My Sister, the Serial Killer, the wry debut novel by Nigerian writer Oyinkan Braithwaite, tests the bonds of family, when family comes armed. The title says it all: Ayoola likes to kill her boyfriends. Korede can't quite bear to see her get caught: "Ayoola needs me; she needs me more than I need untainted hands." So, the gloves come on and the bleach comes out.
Ayoola is stunning, a "Bratz doll" next to her sister, who looks more like a "voodoo figurine." Men fall easy prey to her, while her looks make it impossible to for anyone to imagine she could be guilty of murder. If she went to trial, Korede thinks, she might be able to convince the court that her "actions were the fault of her victims and she had just acted as any reasonable, gorgeous person would."
So for Ayoola to be stopped, Korede will have to stop her. And there is suddenly a very strong motive for her to try when Ayoola picks her next boyfriend: the man Korede is in love with. That is the question at the tense heart of this novel. Who will she protect? Ayoola, who is selfish and violent — but family — or Tade, a doctor with soulful eyes and a "voice like the ocean"?
"There is no terror in the bang, only in the anticipation of it," as the (possibly apocryphal) Alfred Hitchcock quote goes. My Sister, the Serial Killer uses a familiar but irresistible formula: Give us a killer chasing a sympathetic character, make the writing plain so style doesn't get in the way, add some beauty and the threat of blood, and most of us are snared.

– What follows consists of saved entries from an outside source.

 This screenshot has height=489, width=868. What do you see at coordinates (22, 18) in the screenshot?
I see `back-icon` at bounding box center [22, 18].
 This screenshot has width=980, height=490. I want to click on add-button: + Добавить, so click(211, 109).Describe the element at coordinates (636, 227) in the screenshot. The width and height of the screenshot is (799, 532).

Braithwaite borrows as much from soap operas as from Hitch: there's a man in a coma, in whom Korede confides about her sister ("Come on," I yelled pointlessly at the book. "Obviously the coma guy will wake up and remember everything!"). There is plenty of Lady Macbeth-style scrubbing and a heavy-handed game of Clue with the presumptive next victim. But Braithwaite is at her best when she restrains these flamboyant impulses, and hews to vicious, delicious deadpan.
If Ayoola has a moral code, it is this: Men are shallow, and deserve what they get. "[H]e isn't all that different from the rest of them, you know." Ayoola says of Tade. "He isn't deep. All he wants is a pretty face. That's all they ever want."

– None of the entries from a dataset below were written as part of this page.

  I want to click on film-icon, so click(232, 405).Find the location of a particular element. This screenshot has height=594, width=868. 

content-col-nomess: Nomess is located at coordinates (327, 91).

One of the novel's few moving moments comes when Korede finally decides to try to warn Tade off — and in the process, realizes he really is no different from other men. Ayoola may be a killer, but on the subject of men, she is proven right, again and again. Tade has decided to propose to Ayoola, and when Korede asks why, he can only muster that she is "beautiful and perfect."
"He fails to point out that she laughs at the silliest things and never holds a grudge," Korede thinks furiously. "He hasn't mentioned how quick she is to cheat at games or that she can hemstitch a skirt without even looking at her fingers."
One could try to extract various weighty questions from this sparse novel: Does loyalty outweigh other virtues? What special claims do our families have on us? What does beauty do to character? Which social codes are worth following? But the most pressing question at the sour, sly heart of My Sister, the Serial Killer is the basic one: "What happened next?"